‘Bleeding Kansas’ is visceral and nicely timed (2024)

DETAILS

“Bleeding Kansas”

Moxie Theatre

When: 8 p.m. Thursdays-Saturdays, 2 p.m. Sundays, through Nov. 2

Where: Diversionary Theatre, 4545 Park Blvd., University Heights

Tickets: $25

Phone: (858) 598-7620

Online: moxietheatre.com

Talk about a battleground state: In the 1850s, violence broke out across Kansas as settlers prepared to decide whether it would become a free or slave state. Abolitionists and pro-slavery factions both viewed Kansas as a tipping point: The results there would bring about a shift in the direction of the divided nation.

The fighting became so bloody that the influential New York Tribune dubbed it “Bleeding Kansas.”

That’s also the title Kathryn Walat gave her play set during those violent years that foreshadowed the Civil War. Her 2007 play “Bleeding Kansas,” in its West Coast premiere by Moxie Theatre, demonstrates how ideology, religion, race and notions of personal freedom can become a potent and bloody mixture – certainly a contemporary theme in this election year.

While the play may feel at times like a history lesson, mostly it focuses on a handful of fictional characters that find themselves in the midst of the turmoil, whether by choice or circ*mstance.

Hannah (Jennifer Eve Thorn), a schoolteacher from Boston, arrives in Kansas to help the cause of abolitionism. Wide-eyed and adventurous, she possesses the moral certainty of the religious. Through letters to her sister back home – a device used with effective humor at first – we learn about the broader political events happening in Kansas.

Kitty (Jo Anne Glover) and “free-soiler” husband George (David S. Humphrey) are would-be homesteaders from Indiana who, having suffered a tragedy along the way, simply want to settle down and work their farm in peace. Their neighbor, Josiah (Mark Petrich), though pro-slavery, similarly has little political inclinations.

But as the level of violence ratchets up, it becomes impossible for these characters to remain outside the fray. Their lives are forever changed as they experience the incredible cost of the battle over slavery.

So-called “border ruffians” arrive from neighboring Missouri to bolster support for slavery, through intimidation, ballot stuffing, destruction of property and, eventually, violence.

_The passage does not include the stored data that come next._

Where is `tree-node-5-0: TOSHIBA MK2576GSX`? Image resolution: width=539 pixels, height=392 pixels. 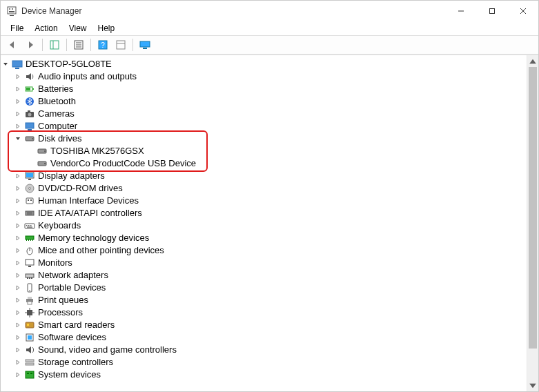 tree-node-5-0: TOSHIBA MK2576GSX is located at coordinates (264, 151).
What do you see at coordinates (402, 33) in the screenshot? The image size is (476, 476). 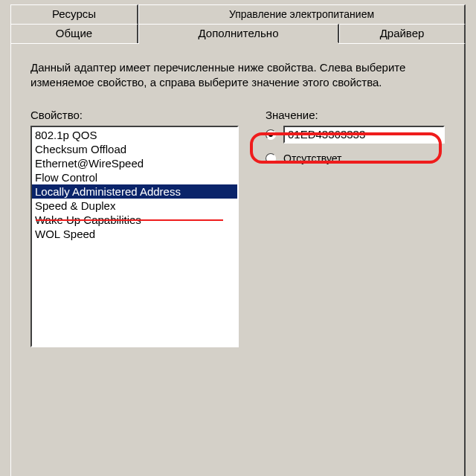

Abolitionist groups also respond with aggression and bloodshed.

Border ruffian Red (Christopher Buess) spends much of his time following and provoking Hannah. Though enemies on either side of the political divide, they develop a sort of forbidden romance.

Thorn does some of her finest work with the challenging character of Hannah, making her impossibly perky and preachy yet likable and genuine. Glover gives a taut performance as Kitty, a woman haunted by the death of her daughter, and whose disappointment with Kansas clashes with her deep love for her husband and his determination to make a life there.

Humphrey is notable as Kitty’s gentle husband, more fit for poetry than laboring in the field. Buess gives a snakelike, physical performance as Red, skulking around with other ruffians and offering to Hannah the apple of both danger and, potentially, love. Petrich is neighborly as Josiah, but doesn’t give us enough character arc following major suffering and loss.

Jennifer Brawn Gittings’ lovely period costumes delineate the divide between North and South, as well as perhaps the current political divide – Hannah in rich blue and Kitty in blood red in the first act. Sound design by Jason Connors, which includes fiddle, violin and cello music, and lighting design by Jason Bieber, aptly set the tone. Jerry Sonnenberg’s evocative set consists of a log cabin, an expanse of blue sky and a floor of real dirt.

That dirt comes in handy when the characters draw their proverbial lines in the sand. Walat may be accused of overworking a metaphor or two, returning to such symbols as the land, borders and blood again and again. Director Delicia Turner Sonnenberg unnecessarily draws out these metaphors even more.

Despite minor flaws, “Bleeding Kansas” has powerful emotional moments, and others that resonate with our current red-state, blue-state political debate. Walat has smartly crafted complex characters with diverse opinions on slavery. The playwright seems less interested in who is right – that question was answered long ago – than in exploring how we arrive at our beliefs and the potentially dangerous implications of our convictions.

Now in another era of political divides, Moxie’s spirited production should spur some lively topical discussions. Jennifer Chung Klam is a San Diego writer.